Dingy water stains stared back at Michael in history class. For the tenth time this week, he was listening to a lecture in order to prepare for a test. He couldn’t take another minute if it weren’t Friday afternoon right before the beginning of summer break. Fortunately, he could make himself wait a few more days before checking out. Next year, well, Michael expected to get a job and not come back to school next year.
After almost 15 years of consulting nonprofits, K-12 schools, and government agencies across the nation, last year I took a position with the Pacific Mountain Workforce Development Council, or PacMtn, as their youth services coordinator. Hungry to get learn about a different support system for youth, I chose PacMtn because they support young people ages 14 to 24 who are re-engaging in school, training, and the workforce.
Since then, I’ve had the privilege of partnering with dozens of agencies serving thousands of youth across my region. Meeting young people of all ages, working with seasoned and new youth workers and agency leaders, and learning new insights into youth disengagement and dropout have highlighted my experience at PacMtn so far.
For all these years of consulting, I’ve focused on youth engagement in communities and student voice in schools. I learned a lot through my research and practice, and from colleagues across the nation and around the world. However, I’ve had many new lessons in my current position.
So many people are working so diligently to engage youth in schools, or re-engage them in finishing schools, getting training, or finding employment. So why are youth still making the conscious choice to leave school, leave these programs, or leave jobs? Here are five reasons youth still drop out.
5 Reasons Youth Still Drop Out
- Youth Are Taught To See Themselves As Failures. Between parents who are too busy or depressed to care, teachers who are too overwhelmed to focus on them, and lawmakers too beholden to give them the supports they need to succeed, many youth are actually taught to see themselves as failures. That comes from the culture surrounding them, including tv and music; schools they attended, including teachers and curriculum; and the social safety net that let them fall to low, low heights.
- Many Adults Have Given Up On Many Youth. Driven by standardized testing, mandatory evaluations, prescripted youth programs, and byzantine policies, many youth workers, teachers, and others have given up on many of the youth they’re supposed to serve. Instead of believing “youth are the future”, they believe youth are merely numbers to achieve program goals, or ineffective contributors to the economy, civic society, and world around them.
- Traditional Youth Activities Serve Traditionally Engaged Youth, And Fail Everyone Else. Youth leadership, community service, and even traditional youth empowerment programs actually fail to serve a lot of young people today! Too reliant on youth complacency and obedience, these programs are failing to foster modern thinking, implement accurate strategies, and create successful cultures that engage disengaged youth.
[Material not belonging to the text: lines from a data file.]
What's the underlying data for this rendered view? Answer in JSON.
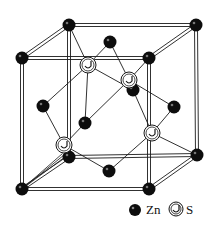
{
  "colors": {
    "zn_fill": "#0d0d0d",
    "s_fill": "#ffffff",
    "line": "#1a1a1a",
    "background": "#ffffff"
  },
  "legend": {
    "zn_label": "Zn",
    "s_label": "S"
  },
  "atoms": {
    "zn_corners": [
      {
        "id": "corner-back-top-left"
      },
      {
        "id": "corner-back-top-right"
      },
      {
        "id": "corner-front-top-left"
      },
      {
        "id": "corner-front-top-right"
      },
      {
        "id": "corner-back-bottom-left"
      },
      {
        "id": "corner-back-bottom-right"
      },
      {
        "id": "corner-front-bottom-left"
      },
      {
        "id": "corner-front-bottom-right"
      }
    ],
    "zn_faces": [
      {
        "id": "face-top"
      },
      {
        "id": "face-bottom"
      },
      {
        "id": "face-left"
      },
      {
        "id": "face-right"
      },
      {
        "id": "face-front"
      },
      {
        "id": "face-back"
      }
    ],
    "s_tetrahedral": [
      {
        "id": "s-1"
      },
      {
        "id": "s-2"
      },
      {
        "id": "s-3"
      },
      {
        "id": "s-4"
      }
    ]
  }
}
This is happening in epidemic proportions in many, many communities, especially affecting low-income and poor youth.
- Most Adults Expect Youth To Change To Meet Today’s Needs. Rather than acknowledging that the economy is changing, the job market is realigning, and needs and wants are different now than ever before, most adults expect young people to change to meet today’s needs in the economy. This is carryover thinking from the old education model, which sought to mold students into the types of learners teachers were capable of teaching. This is a disingenuous perspective, because the future economy depends on nimble thinking, transformative action, and creative realities.
- Youth Engagement Isn’t Really The Goal. When most adults talk about youth engagement, they’re actually talking about youth obedience. They want young people to comply with the expectations, values, perspectives, and realities of adults, and not their own. They couch their expectations by talking about activities being youth-led or youth-driven, but in reality, they only make programs for youth who comply with adult expectations or desires. In this way, they seek conformity, not engagement.
These lessons have sunk into my skin slowly, and they smart as they soak in. I believe its our responsibility as ethical practitioners—youth workers, teachers, social workers, and community leaders—to respond to authentic requests for youth engagement. What steps can you take to ensure youth stay in schools and our community programs?